Holy Name + A Name of Power + 1.1.23

 

M. Campbell-Langdell

All Saints, Oxnard

(Numbers 6:22-27; Psalm 8Philippians 2:5-11; Luke 2:15-21)

 

After the blast of Glorias in the sky sung by the angel choir, the Christmas story seems so quiet. The angels exit stage left and it all seems to be back to Silent Night.

Today we have Holy Name, and in the scripture from Luke a good many things happen in a very short time. The shepherds go to tell Mary and Joseph the improbable news. They are not a little amazed. Mary ponders these things. The shepherds leave, and we imagine Mary and Joseph getting to be normal newborn parents, that is zombies without sleep for a bit. Or perhaps he was a perfect angel, but I am sure he needed to feed incessantly, being after all flesh and blood and in need of milk. And then they go and circumcise Jesus when he is eight days old and he is named “Jesus”, or “Jeshua” or “Your salvation.”

Already they timidly hope big things for this little babe. Very big things indeed. You can imagine them believing and yet not believing these things. But they hope them all the same!
Reflecting on Psalm 8:

“When I consider your heavens, the work of your fingers, *
the moon and the stars you have set in their courses,

 What is man that you should be mindful of him? *
the son of man that you should seek him out?

You have made him but little lower than the angels….”

(Ps. 8:4-6a)

What is the son of man that you should seek him out? Jesus came into the world and in so doing God sought us out. Wanted a relationship with each and every one of us. The cosmos shifted. The heavens came and touched the earth. And ordinary folks, folks like the shepherds and Mary and Joseph, interacted with the angels. And they were amazed! It all seems so quiet after the angelic exit. But some things of great power are happening.

Novelist Marilynne Robinson points out in her study of this psalm that because God seeks us out, we have so much potential even in our limitations. As one reader summarizes: “What [Robinson] cherishes in the psalm — the compound of God’s majesty and human diminutiveness — is the very thing, she says, that accounts for the mixed nature of experience. Beauty and miracles are everywhere, but they come hemmed in by the defects of time and temperament. Robinson calls it ‘possibility in a sleeve of limitation.’”[1] This is what humanity is, with God in the mix. With Jesus in our lives, in our world, we can wade about in the divine. Even though we are still human, still limited in our own ways. But we touch something sublime, so much more than we are. And God enables us to do so in relationship with the Christ.

Science fiction writer Ursula Le Guin uses the power of names in her work. In her Earthsea series, a name is not just a name, but if you know something’s name, you have a certain power over it and you understand more about its true nature. In Wizard of Earthsea, a character says: “My name, and yours, and the true name of the sun, or a spring of water, or an unborn child, all are syllables of the great word that is very slowly spoken by the shining of the stars. There is no other power. No other name.”[2]

Knowing a name gives us power, according to Le Guin, but it is also interesting that she states that there is a cosmic name that is above all others. Perhaps to us as Christians, that is the name of Jesus the Christ. The name that brings salvation.

Of course, we must be careful not to say that in knowing the name of Jesus we have power over God in some manipulative way. But just like when Jacob wrestles with the angel, who may be a representative of God, and asks for a name, somehow having the name does convey a certain amount of power in the relationship. The human Jacob is renamed Israel because he has wrestled with God and won. Mary and Joseph give Jesus a name that supports everything they have been told about him, in accordance with what they have been told by the angels. Since he is the Savior, he will be given that name. Then he will own it more fully as he lives to adulthood. This name will be lived to the maximum in his death and resurrection. But in naming him, they began the slow process of the world’s recognition of just who he was. This circumcision was not just a rote activity but it reminded everyone what this was all about. They may be a very humble family, being informed by other humble people who have been visited by angels, but they knew God really was acting through and within this baby.

And when you think about it, Jesus’ name truly is powerful. Jesus tells his disciples to heal in his name. And when they do so, they see miracles! This is not control of God’s power. But this is God giving humans a chance to collaborate. A chance to be part of healing the world.
Today as we mark Holy Name day, how can you share about the power of Jesus’ name? Can you pray for healing for someone, in body, mind or spirit, in Jesus’ name? Can you ask God to help in a situation that seems unable to be helped by human remedies? Jesus’ name is as powerful as it was all the way back when, back in the temple where a humble pair walked in to circumcise their child and claim for him a name of power. A name that would speak to the healing of us all.

Amen.



[1] Catherine Holmes, “Review: Marilynne Robinson’s ‘Jack’ brings ‘the weight on the family’s heart’ back home,” Post and Courier, January 17, 2021, Review: Marilynne Robinson's 'Jack' brings 'the weight on the family's heart' back home | Book Reviews | postandcourier.com.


TASK INSTRUCTIONS: Below are entries. Copy exactly the lines running from the line that holds "What elements are" to the line that holds "Enumerate the UI", with both ends included.

>>>

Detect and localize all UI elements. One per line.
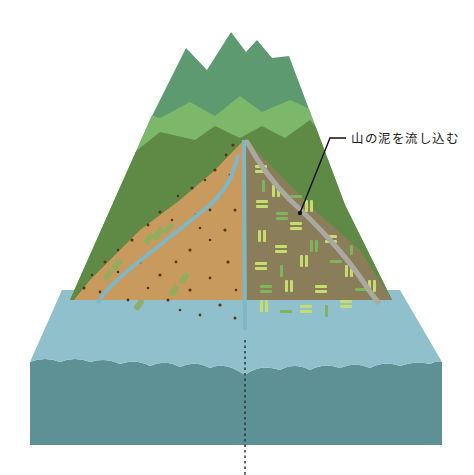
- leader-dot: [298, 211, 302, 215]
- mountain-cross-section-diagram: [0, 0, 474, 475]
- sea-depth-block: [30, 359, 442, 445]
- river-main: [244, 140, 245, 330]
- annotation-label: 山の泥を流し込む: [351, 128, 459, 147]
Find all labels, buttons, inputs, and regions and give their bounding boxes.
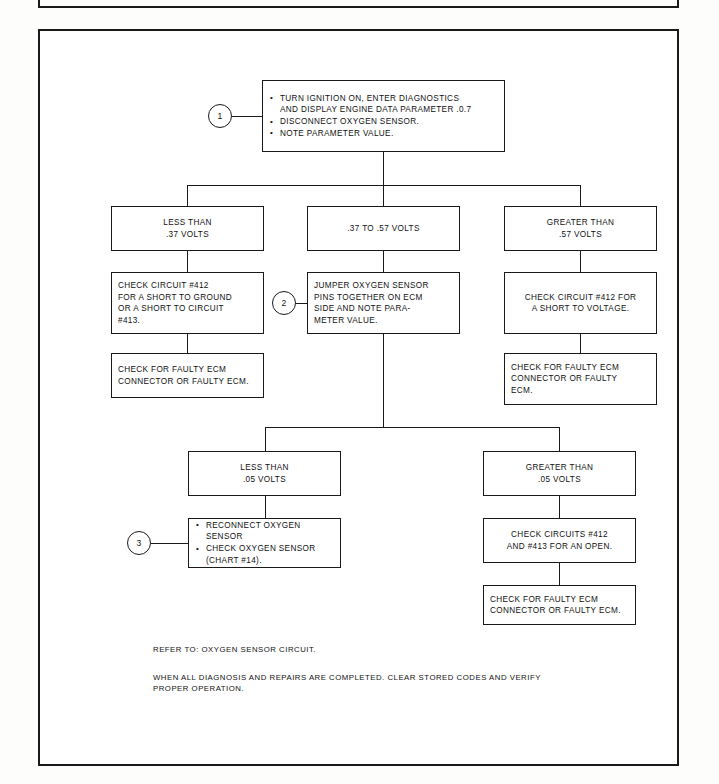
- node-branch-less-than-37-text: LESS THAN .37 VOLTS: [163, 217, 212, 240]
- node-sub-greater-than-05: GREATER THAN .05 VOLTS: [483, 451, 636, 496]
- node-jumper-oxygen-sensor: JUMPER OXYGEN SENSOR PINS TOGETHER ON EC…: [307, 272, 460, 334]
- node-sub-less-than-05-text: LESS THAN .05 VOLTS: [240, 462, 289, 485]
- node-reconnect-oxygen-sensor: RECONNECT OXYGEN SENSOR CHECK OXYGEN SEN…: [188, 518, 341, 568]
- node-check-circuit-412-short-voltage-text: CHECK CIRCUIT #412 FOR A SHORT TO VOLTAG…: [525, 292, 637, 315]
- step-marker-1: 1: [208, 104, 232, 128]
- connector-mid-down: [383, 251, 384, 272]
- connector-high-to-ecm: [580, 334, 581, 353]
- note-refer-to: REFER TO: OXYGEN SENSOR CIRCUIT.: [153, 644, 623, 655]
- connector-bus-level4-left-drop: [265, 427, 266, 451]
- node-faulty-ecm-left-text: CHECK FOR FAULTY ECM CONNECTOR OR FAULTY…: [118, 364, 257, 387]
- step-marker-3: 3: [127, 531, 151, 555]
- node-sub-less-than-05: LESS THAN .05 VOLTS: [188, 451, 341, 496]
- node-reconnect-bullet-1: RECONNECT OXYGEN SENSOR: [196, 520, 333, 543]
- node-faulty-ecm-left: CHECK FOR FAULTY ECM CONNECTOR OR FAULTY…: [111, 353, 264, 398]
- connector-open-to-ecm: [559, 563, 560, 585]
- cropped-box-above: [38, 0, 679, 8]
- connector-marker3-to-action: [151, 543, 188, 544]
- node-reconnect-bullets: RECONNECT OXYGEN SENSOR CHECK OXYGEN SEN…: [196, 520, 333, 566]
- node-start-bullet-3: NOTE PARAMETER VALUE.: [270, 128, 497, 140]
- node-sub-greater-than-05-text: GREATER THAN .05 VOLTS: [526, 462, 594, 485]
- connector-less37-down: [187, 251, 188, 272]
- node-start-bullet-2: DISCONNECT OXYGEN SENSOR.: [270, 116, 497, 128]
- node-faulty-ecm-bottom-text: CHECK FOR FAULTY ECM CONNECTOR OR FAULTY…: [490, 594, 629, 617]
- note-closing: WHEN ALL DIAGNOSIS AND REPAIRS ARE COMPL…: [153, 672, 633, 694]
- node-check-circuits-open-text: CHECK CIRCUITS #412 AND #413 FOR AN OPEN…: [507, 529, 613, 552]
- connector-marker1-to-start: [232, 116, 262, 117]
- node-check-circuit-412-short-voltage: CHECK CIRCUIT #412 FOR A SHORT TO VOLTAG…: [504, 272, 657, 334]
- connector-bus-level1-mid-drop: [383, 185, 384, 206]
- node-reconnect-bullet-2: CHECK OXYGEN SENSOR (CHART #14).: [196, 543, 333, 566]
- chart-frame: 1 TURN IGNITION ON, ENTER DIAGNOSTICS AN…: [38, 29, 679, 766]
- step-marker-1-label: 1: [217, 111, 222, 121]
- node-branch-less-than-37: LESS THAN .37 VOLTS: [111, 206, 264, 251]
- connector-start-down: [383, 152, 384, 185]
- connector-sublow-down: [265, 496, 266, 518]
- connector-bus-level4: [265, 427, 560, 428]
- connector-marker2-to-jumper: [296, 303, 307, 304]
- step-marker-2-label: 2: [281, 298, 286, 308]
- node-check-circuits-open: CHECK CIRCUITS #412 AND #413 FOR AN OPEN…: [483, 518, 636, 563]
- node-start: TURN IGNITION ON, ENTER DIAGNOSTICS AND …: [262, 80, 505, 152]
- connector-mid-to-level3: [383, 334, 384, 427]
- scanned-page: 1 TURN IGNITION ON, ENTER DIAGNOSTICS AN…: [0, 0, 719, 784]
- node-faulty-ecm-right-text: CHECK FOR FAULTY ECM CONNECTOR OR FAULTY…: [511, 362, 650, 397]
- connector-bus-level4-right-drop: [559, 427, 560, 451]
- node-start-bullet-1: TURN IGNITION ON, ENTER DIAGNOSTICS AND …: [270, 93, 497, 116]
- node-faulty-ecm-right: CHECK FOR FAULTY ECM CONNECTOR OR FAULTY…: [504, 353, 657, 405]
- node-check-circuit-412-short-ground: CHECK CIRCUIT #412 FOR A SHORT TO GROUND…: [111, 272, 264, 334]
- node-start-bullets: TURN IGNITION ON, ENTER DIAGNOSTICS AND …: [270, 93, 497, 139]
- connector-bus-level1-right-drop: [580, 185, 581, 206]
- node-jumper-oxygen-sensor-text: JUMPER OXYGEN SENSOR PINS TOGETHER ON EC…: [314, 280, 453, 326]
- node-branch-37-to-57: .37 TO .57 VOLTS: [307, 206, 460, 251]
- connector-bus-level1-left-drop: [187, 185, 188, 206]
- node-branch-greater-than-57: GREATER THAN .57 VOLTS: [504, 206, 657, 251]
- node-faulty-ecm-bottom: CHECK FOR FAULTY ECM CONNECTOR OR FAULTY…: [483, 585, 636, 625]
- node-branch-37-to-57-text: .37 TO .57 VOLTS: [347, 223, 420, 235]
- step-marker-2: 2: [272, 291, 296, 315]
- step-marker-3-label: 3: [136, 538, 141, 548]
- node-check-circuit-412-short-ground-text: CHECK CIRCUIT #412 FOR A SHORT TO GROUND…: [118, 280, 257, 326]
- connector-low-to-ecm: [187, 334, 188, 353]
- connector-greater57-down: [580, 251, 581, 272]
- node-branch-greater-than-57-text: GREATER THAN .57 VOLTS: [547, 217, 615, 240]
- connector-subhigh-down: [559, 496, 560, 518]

<<<
>>>

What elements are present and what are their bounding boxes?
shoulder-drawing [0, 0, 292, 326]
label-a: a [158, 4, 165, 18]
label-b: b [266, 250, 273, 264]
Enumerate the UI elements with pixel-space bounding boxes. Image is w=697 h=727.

<<<
>>>

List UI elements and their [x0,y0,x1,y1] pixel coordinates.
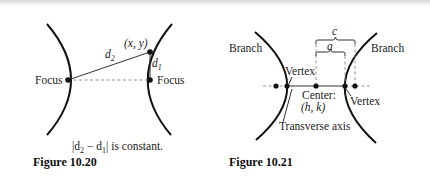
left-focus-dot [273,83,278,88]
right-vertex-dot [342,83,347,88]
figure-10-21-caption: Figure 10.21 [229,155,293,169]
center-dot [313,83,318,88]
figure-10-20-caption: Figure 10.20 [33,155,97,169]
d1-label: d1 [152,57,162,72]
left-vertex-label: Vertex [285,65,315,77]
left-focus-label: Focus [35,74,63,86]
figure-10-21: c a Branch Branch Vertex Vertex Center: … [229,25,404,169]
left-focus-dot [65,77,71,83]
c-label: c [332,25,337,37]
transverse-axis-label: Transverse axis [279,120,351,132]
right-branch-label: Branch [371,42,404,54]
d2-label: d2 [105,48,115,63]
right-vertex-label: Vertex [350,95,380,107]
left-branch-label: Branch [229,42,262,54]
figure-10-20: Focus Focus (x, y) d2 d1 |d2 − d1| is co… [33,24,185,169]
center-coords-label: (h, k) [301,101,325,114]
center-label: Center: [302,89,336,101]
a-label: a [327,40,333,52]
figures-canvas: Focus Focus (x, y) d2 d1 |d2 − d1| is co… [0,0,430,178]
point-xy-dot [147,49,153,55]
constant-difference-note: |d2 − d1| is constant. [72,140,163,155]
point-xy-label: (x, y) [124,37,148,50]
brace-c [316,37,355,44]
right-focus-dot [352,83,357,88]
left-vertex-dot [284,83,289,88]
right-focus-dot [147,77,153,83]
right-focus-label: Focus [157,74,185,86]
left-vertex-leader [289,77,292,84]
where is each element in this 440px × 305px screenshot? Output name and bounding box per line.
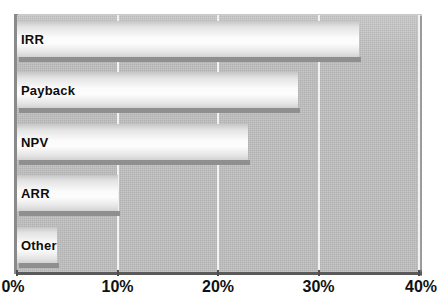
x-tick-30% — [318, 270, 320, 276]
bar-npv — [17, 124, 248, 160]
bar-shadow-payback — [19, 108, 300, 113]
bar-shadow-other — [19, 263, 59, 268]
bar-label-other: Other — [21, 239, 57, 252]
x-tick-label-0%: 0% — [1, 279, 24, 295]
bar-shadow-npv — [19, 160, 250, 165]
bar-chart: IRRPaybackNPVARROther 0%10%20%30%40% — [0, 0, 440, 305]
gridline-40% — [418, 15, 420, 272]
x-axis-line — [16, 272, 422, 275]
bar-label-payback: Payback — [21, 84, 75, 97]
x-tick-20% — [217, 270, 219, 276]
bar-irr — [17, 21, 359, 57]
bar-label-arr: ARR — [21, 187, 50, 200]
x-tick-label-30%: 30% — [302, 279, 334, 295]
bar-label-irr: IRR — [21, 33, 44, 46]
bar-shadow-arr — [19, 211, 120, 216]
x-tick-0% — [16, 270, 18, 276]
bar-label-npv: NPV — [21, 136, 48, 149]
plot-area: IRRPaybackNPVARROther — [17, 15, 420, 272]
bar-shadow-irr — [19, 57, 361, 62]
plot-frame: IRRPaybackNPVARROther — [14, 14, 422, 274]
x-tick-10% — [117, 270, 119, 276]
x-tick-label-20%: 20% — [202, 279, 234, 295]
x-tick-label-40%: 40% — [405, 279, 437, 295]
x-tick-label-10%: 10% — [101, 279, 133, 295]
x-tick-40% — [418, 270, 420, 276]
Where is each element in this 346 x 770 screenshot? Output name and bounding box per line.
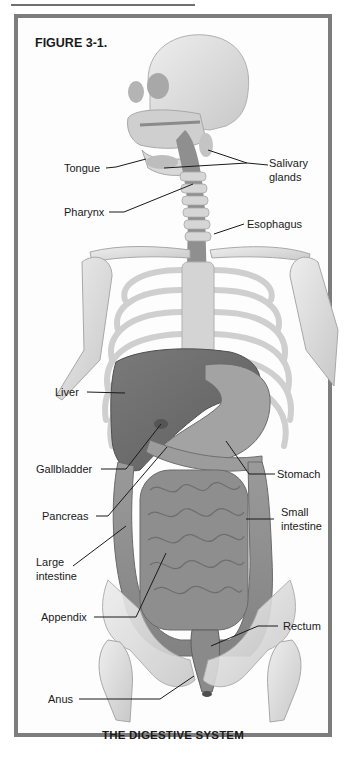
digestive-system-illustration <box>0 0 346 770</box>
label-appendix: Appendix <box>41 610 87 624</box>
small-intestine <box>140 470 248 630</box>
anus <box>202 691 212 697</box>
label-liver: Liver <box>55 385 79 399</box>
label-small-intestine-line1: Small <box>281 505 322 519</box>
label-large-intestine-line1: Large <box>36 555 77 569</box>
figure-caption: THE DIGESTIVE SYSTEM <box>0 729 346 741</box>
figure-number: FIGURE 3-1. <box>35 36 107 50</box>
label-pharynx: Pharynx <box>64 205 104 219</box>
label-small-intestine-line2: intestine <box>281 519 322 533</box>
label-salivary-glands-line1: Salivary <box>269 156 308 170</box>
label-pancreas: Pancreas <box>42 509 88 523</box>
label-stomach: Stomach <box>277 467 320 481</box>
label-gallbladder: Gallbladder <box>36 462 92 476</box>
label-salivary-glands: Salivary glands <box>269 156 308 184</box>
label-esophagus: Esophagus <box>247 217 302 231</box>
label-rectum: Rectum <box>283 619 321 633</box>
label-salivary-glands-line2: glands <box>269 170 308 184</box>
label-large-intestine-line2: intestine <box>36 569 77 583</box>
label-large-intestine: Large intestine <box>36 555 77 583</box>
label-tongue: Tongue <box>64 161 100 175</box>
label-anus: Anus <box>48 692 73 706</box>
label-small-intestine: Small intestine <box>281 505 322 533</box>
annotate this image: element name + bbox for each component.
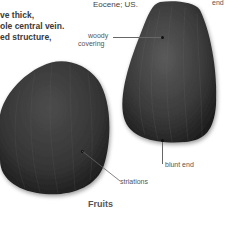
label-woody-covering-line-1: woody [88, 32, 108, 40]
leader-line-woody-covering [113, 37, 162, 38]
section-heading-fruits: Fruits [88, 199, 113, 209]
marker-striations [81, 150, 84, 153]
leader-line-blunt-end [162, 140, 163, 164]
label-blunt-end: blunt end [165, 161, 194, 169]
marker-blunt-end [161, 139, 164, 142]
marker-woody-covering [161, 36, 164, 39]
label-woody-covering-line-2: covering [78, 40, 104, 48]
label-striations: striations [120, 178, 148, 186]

<<<

EXPECTED ANSWER:
What elements are present and what are their bounding boxes?
shoulder-drawing [0, 0, 292, 326]
label-a: a [158, 4, 165, 18]
label-b: b [266, 250, 273, 264]
Enumerate the UI elements with pixel-space bounding boxes. Image is w=697 h=727.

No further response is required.